Intelligent LEDs Add Functionality and Value

by | Jan 7, 2016

Philips-SmartPole1_11The move to replace legacy lighting with LEDs is one of the decade’s most important and well documented steps toward energy efficiency. The next innovation is upon us: Vendors are boosting the benefits of the LED themselves – and introducing new capabilities to the overall platforms — by adding intelligence.

Phillip Smallwood, the Director of Research for Pennwell’s LED and Lighting Group, said that despite the great deal of attention it has generated, LEDs represent only 6 percent of the worldwide installed base of lights. He sees the move to add intelligence as a part of the same ongoing and still nascent lighting revolution, not as a distinct new phase.

Smallwood likened the move from static to intelligent lighting to a less dramatic version of the coming of the iPhone. Before Apple’s innovation, people used their phones almost solely to communicate. The iPhone ushered in an era in which texts and conversations only are a part of many tasks that smartphones support.

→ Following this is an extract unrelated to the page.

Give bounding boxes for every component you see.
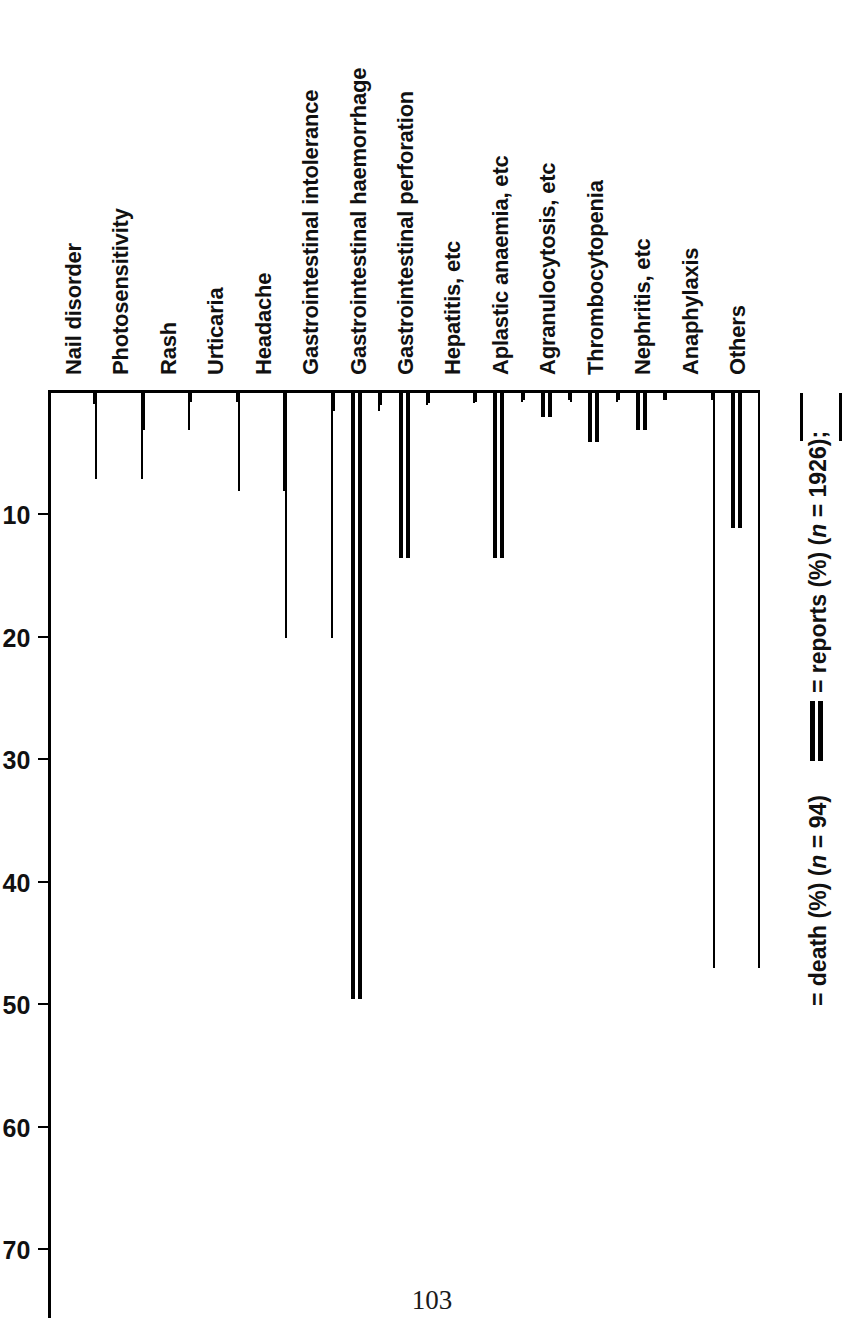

At the end of the day, he said, those looking at smart lighting have to be savvy. “The connectivity doesn’t work for all apps the same way,” Smallwood said. “If someone is just looking for energy efficiency, they might not need connected lights. They could just install LEDs and save a lot of money. It is about what they really are looking for. [Smart LEDs] are good for increasing productivity, tracking certain products, tracking employees through facility…These are all things that connected lighting can do.”

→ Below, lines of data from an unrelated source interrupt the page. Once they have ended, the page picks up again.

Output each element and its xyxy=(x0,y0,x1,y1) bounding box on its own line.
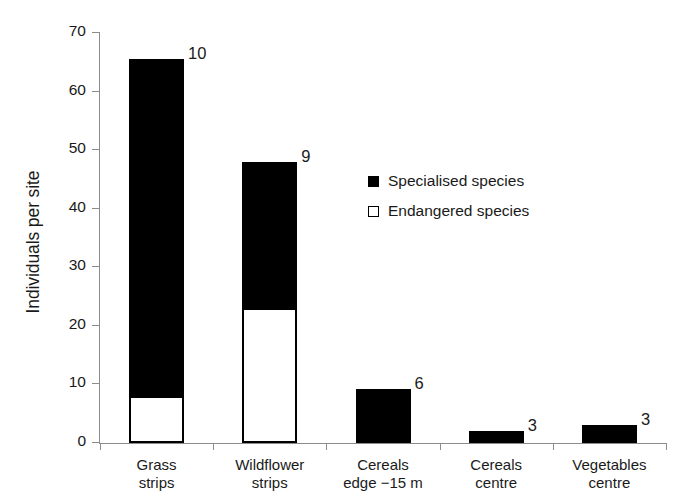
bar-segment-endangered[interactable] xyxy=(129,396,184,443)
bar-value-label: 9 xyxy=(301,147,310,166)
y-axis-tick-label: 70 xyxy=(69,22,86,40)
x-axis-tick xyxy=(326,443,327,450)
y-axis-tick: 60 xyxy=(92,91,100,92)
x-axis-label-line: centre xyxy=(553,474,666,492)
x-axis-label-line: strips xyxy=(100,474,213,492)
bar-segment-specialised[interactable] xyxy=(469,431,524,439)
y-axis-tick-label: 10 xyxy=(69,373,86,391)
x-axis-label-line: Cereals xyxy=(440,456,553,474)
bar-value-label: 3 xyxy=(641,410,650,429)
x-axis-label: Cerealscentre xyxy=(440,456,553,491)
y-axis-tick-label: 30 xyxy=(69,256,86,274)
y-axis-title: Individuals per site xyxy=(14,22,52,462)
y-axis-tick: 40 xyxy=(92,208,100,209)
x-axis-tick xyxy=(553,443,554,450)
bar-segment-endangered[interactable] xyxy=(469,439,524,443)
y-axis-tick: 30 xyxy=(92,266,100,267)
bar[interactable]: 9 xyxy=(242,162,297,443)
y-axis-tick-label: 20 xyxy=(69,315,86,333)
bar[interactable]: 3 xyxy=(582,425,637,443)
bar-segment-specialised[interactable] xyxy=(356,389,411,439)
x-axis-tick xyxy=(100,443,101,450)
legend-item[interactable]: Endangered species xyxy=(368,196,529,226)
bar-segment-specialised[interactable] xyxy=(129,59,184,396)
x-axis-label-line: edge −15 m xyxy=(326,474,439,492)
legend-swatch-specialised-icon xyxy=(368,176,379,187)
bar-segment-endangered[interactable] xyxy=(582,439,637,443)
bar-value-label: 3 xyxy=(528,416,537,435)
x-axis-label-line: Grass xyxy=(100,456,213,474)
y-axis-tick-label: 0 xyxy=(77,432,86,450)
bar-segment-endangered[interactable] xyxy=(356,439,411,443)
bar[interactable]: 6 xyxy=(356,389,411,443)
legend-label: Endangered species xyxy=(388,202,529,220)
y-axis-tick: 50 xyxy=(92,149,100,150)
bar-chart: Individuals per site 010203040506070 109… xyxy=(0,0,678,502)
x-axis-label-line: centre xyxy=(440,474,553,492)
y-axis-line xyxy=(99,33,100,444)
plot-area: 010203040506070 109633 GrassstripsWildfl… xyxy=(100,33,666,443)
x-axis-label-line: Vegetables xyxy=(553,456,666,474)
y-axis-tick: 0 xyxy=(92,442,100,443)
y-axis-tick: 10 xyxy=(92,383,100,384)
y-axis-tick: 20 xyxy=(92,325,100,326)
y-axis-tick-label: 60 xyxy=(69,81,86,99)
legend-label: Specialised species xyxy=(388,172,524,190)
x-axis-label: Vegetablescentre xyxy=(553,456,666,491)
x-axis-tick xyxy=(440,443,441,450)
y-axis-tick-label: 50 xyxy=(69,139,86,157)
x-axis-label-line: strips xyxy=(213,474,326,492)
legend-swatch-endangered-icon xyxy=(368,206,379,217)
bar[interactable]: 10 xyxy=(129,59,184,443)
y-axis-tick: 70 xyxy=(92,32,100,33)
x-axis-label-line: Wildflower xyxy=(213,456,326,474)
bar-value-label: 6 xyxy=(415,374,424,393)
chart-legend: Specialised speciesEndangered species xyxy=(368,166,529,226)
bar-segment-endangered[interactable] xyxy=(242,308,297,443)
x-axis-label: Wildflowerstrips xyxy=(213,456,326,491)
bar-value-label: 10 xyxy=(188,44,206,63)
legend-item[interactable]: Specialised species xyxy=(368,166,529,196)
x-axis-label: Grassstrips xyxy=(100,456,213,491)
x-axis-label: Cerealsedge −15 m xyxy=(326,456,439,491)
x-axis-tick xyxy=(666,443,667,450)
x-axis-tick xyxy=(213,443,214,450)
y-axis-tick-label: 40 xyxy=(69,198,86,216)
bar[interactable]: 3 xyxy=(469,431,524,443)
x-axis-label-line: Cereals xyxy=(326,456,439,474)
bar-segment-specialised[interactable] xyxy=(582,425,637,438)
bar-segment-specialised[interactable] xyxy=(242,162,297,308)
x-axis-line xyxy=(99,443,666,444)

Intelligent LEDs figures to be a big issue at the Stategies in Light conference sthat Pennwell is running in Santa Clara, CA during the first three days of March.

Vendors – buoyed by the shift to IPv6 and the astronomical amount of IP addresses it makes available – are taking advantage. Early last month, Silver Spring Networks unveiled Starfish, an IPv6-based IoT platform that it says will provide “commercial enterprises, cities, utilities, and developers” with services reliable enough to comply with service level agreements (SLAs). Lighting, the company said in the press release, is a big element of the service set that will be delivered.

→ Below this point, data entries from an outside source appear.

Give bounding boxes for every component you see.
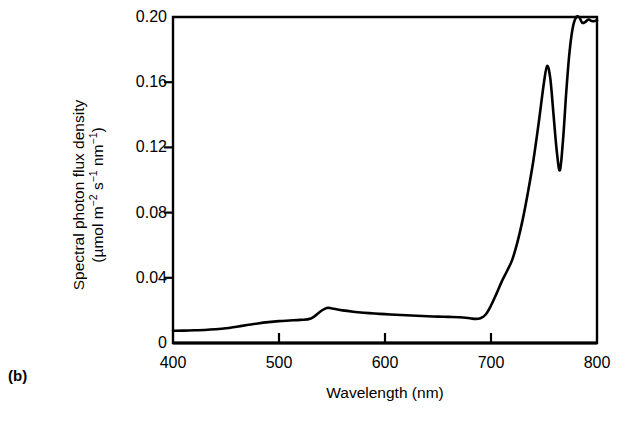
axis-frame [173,17,597,343]
axis-tick-marks [164,82,491,343]
figure-panel-b: (b) Spectral photon flux density (µmol m… [0,0,628,421]
data-series-group [173,16,597,330]
plot-box-outline [173,17,597,343]
plot-area [0,0,628,421]
data-line-series-0 [173,16,597,330]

For vendors, the attraction is that lights are ubiquitous. Silver Spring announced in October that Starfish – which will add connectivity for existing Silver Spring customers as well as new ones –is teaming with Acuity to develop “intelligent light platforms for utilities, cities and large campus operators.”

Royal Philips made a similar announcement in November. The company said that the City of Los Angeles will deploy 100 Philips SmartPoles, which are connected LED street lights that have fully integrated LTE communications technology. That connectivity is being provided by Ericsson.

Obviously, the idea is to eventually move beyond the 100 devices. The deal, according to Philips, is an expansion of an existing relationship with the city. The press release says that earlier in 2015 Los Angeles used the vendor’s CityTouch technology to become the first city in North America to monitor and control street lights.

In September, Chicago issued a request for proposals for smart lighting. The RFI called for LED plans that would “[p]otentially utilize Chicago’s lighting infrastructure to expand the City’s fiber optic network allowing for the modernization of streetlight controls and the expansion of other City of Chicago digital technologies.”

A project from Telensa in the U.K. is a good illustration of what is possible. Last month, the company — which is in the smart city sector — said that it is working with project management and construction firm Skanska and LED vendor Urbis Schréder to provide 55,000 smart LEDs to more than 1,000 square miles in Gloucestershire.

Telensa’s PLANet central management system will adjust lighting as needed and report on problems. The press release says that the platform can act as “a communications hub for sensors such as traffic radar, to connect new control applications such as smart parking, or integrating lighting-based analytics with other smart city systems.”

In other words, the idea is to use the change out of legacy lights to make other services – with both municipal and revenue producing capabilities – possible. Responses to the RFP were due in November.

The idea is that we are at a unique point in history. There is great motivation to usher in an era of lower power and longer lasting street lights. Adding intelligence will make those lights even more efficient and longer lasting. From there, it’s an easy jump to using the infrastructure for value-added tasks, such as hosting next-generation small cell technology to supplement LTE capacity and provide needed and in some cases lucrative services.

Indeed, the advent of smart lighting is a whole new ballgame. “There are multiple implications — in terms of the potential value the right system can provide, the people who should be involved in the purchasing process, and a re-education of the buyers that they are no longer buying the cheapest commodity (fluorescent tubes), but critical business systems,” Digital Lumens’ Allison Parker told Energy Manager Today. “This also means that IT strategists should be thinking about how to integrate the lighting system with other systems of record, and how to leverage the data to extract maximum business value. Lastly, the data from these new systems makes it possible for companies to document progress towards Corporate Sustainability and CSR goals with precision and accuracy as those reports become more commonplace.”